Concord, Mass.Thoreau writes in his journal:
Cambridge, Mass. Thoreau checks out New England’s Plantation. Or, A short and true description of the commodities and discommodities of that country by Francis Higginson and Des sauvages, ou, Voyage de Samuel Champlain, de Brovage, faict en la France nouvelle, l’an mil six cens trois by Samuel de Champlain from Harvard College Library (Companion to Thoreau’s Correspondence, 292).
A. Bronson Alcott writes in his journal:
Thoreau writes in his journal:
What more encouraging sight at the end of a long ramble than the endless successive patches of green bushes,—perhaps in some rocky pasture,—fairly blackenedwith the profusion of fresh and glossy berries? . . .
Thoreau attends a meeting of the Institute of 1770 (The Transcendentalists and Minerva, 1:82).
Thoreau checks out The works of the Right Honourable Edmund Burke from the library of the Institute of 1770 (The Transcendentalists and Minerva, 1:86).
Thoreau also inscribes Charles Theodore Russell’s class book with his poem, “I love a careless streamlet” (Emerson Society Quarterly 7 (2nd quarter 1957):2):
Ubique.
I love a careless streamlet,
That takes a mad-clap leap,
And like a sparkling beamlet
Goes dashing down the steep.
—–
Like torrents of the mountain
We’ve coursed along the lea,
From many a crystal fountain
Toward the far-distant sea.
And now we’ve gained life’s valley,
And through the lowlands roam,
No longer may’st thou dally,
No longer spout and foam.
May pleasant meads await thee,
Where thou may’st freely roll
Towards that bright heavenly sea,
Thy resting place and goal.
And when thou reach’st life’s down-hill,
So gentle be thy stream,
As would not turn a grist-mill
Without the aid of steam.
James Russell Lowell writes to George Bailey Loring:
David Greene Haskins writes of Thoreau:
Thoreau writes in his journal:
Thoreau writes in his journal:
Not how is the idea expressed in stone or on canvas, is the question, but how far it has obtained form and expression in the life of the artist.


* Work order *
From the data below, return the exact lines starting at the line containing "Describe the element at coordinates (627, 253)" and ending at the line containing "The width and", both included, and nothing else.

::: Supplied information :::

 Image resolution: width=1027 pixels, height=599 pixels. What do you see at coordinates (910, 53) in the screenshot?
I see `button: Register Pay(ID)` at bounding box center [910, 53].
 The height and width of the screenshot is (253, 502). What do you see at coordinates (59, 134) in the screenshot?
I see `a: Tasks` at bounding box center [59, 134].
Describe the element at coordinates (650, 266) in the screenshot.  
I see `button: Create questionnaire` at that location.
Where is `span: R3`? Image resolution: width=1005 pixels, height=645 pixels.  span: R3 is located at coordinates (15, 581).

:::
::: Supplied information :::

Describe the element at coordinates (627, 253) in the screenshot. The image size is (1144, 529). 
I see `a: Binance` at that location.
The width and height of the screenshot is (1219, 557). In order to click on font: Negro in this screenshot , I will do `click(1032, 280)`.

:::

* Response *
Describe the element at coordinates (627, 253) in the screenshot. The image size is (1144, 529). 
I see `a: Binance` at that location.
The width and height of the screenshot is (1219, 557). In order to click on font: Negro in this screenshot , I will do `click(1032, 280)`.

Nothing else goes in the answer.